Pere Lachaise Cemetery covers an impressive 110 acres. In this vast expanse one will find many monuments and memorials dedicated to both heroes and casualties of various conflicts. One such unsettling shrine, which can be found on the exterior wall that surrounds the burial ground, depicts men and women crying out in agony. The images of the slaughtered are rather ethereal, appearing as ghostly figures emerging from the stonewall.
This commemoration goes by many names. The one that is most often cited is ‘The Victims of Revolutions,’ however, it is frequently misidentified as “The Wall of the Fédérés” or Communard’s Wall. In the later part of the 19th century, nearly 150 political objectors, made up of both men and women, where lined up against this wall in the burial ground and massacred. These martyred activists, referred to as Communards, were resisting the forces of the Franco-Prussian War. Their unpretentious monument can be located in the south-eastern corner of the cemetery.
French sculptor Paul Moreau-Vauthier (1871 – 1936), who happens to be laid to rest inside the cemetery, repurposed the original bullet-ridden stones from the massacre. His depiction of the travesty also heavily emulates the events, with a woman standing in front to protect those behind from the ensuing gunfire. On the lower left-hand side is a quote from the French author and novelist Victor Hugo (1802 – 1885); “What we ask of the future, what we want from it, is justice, not vengeance!’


Please copy out every line in the records below that includes the word "span".

[Exercise material]

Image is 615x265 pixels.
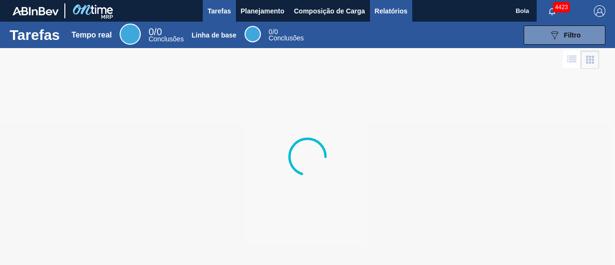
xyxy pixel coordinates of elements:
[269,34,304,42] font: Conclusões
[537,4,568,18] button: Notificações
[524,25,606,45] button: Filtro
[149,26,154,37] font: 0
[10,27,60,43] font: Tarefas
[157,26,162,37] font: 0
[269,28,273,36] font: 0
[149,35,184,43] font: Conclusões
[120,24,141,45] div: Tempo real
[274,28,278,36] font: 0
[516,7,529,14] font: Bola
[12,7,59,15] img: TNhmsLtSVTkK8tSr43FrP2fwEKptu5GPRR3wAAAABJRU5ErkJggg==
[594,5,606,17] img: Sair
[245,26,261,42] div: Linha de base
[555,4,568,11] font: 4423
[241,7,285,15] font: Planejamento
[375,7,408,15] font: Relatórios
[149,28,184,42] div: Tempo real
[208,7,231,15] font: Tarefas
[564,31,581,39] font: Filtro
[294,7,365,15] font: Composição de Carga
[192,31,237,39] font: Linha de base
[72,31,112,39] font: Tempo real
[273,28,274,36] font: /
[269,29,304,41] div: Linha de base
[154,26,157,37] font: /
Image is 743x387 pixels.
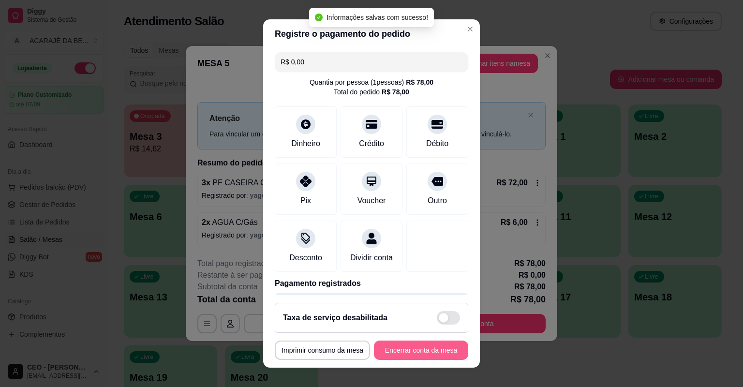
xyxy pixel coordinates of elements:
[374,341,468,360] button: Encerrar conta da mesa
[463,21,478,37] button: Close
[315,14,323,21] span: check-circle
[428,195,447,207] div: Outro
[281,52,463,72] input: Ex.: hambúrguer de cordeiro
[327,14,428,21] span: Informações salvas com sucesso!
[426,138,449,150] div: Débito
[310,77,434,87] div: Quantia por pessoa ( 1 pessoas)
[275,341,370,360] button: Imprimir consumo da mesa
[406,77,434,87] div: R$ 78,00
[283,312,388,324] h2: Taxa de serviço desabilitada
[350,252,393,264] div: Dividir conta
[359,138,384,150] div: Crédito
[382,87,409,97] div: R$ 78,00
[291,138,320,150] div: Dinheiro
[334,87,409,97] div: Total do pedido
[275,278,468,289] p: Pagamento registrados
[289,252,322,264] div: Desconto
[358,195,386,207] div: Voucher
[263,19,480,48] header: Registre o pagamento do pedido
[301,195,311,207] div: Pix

[/Exercise material]

_Answer to this exercise_:
[315,14,323,21] span: check-circle
[327,14,428,21] span: Informações salvas com sucesso!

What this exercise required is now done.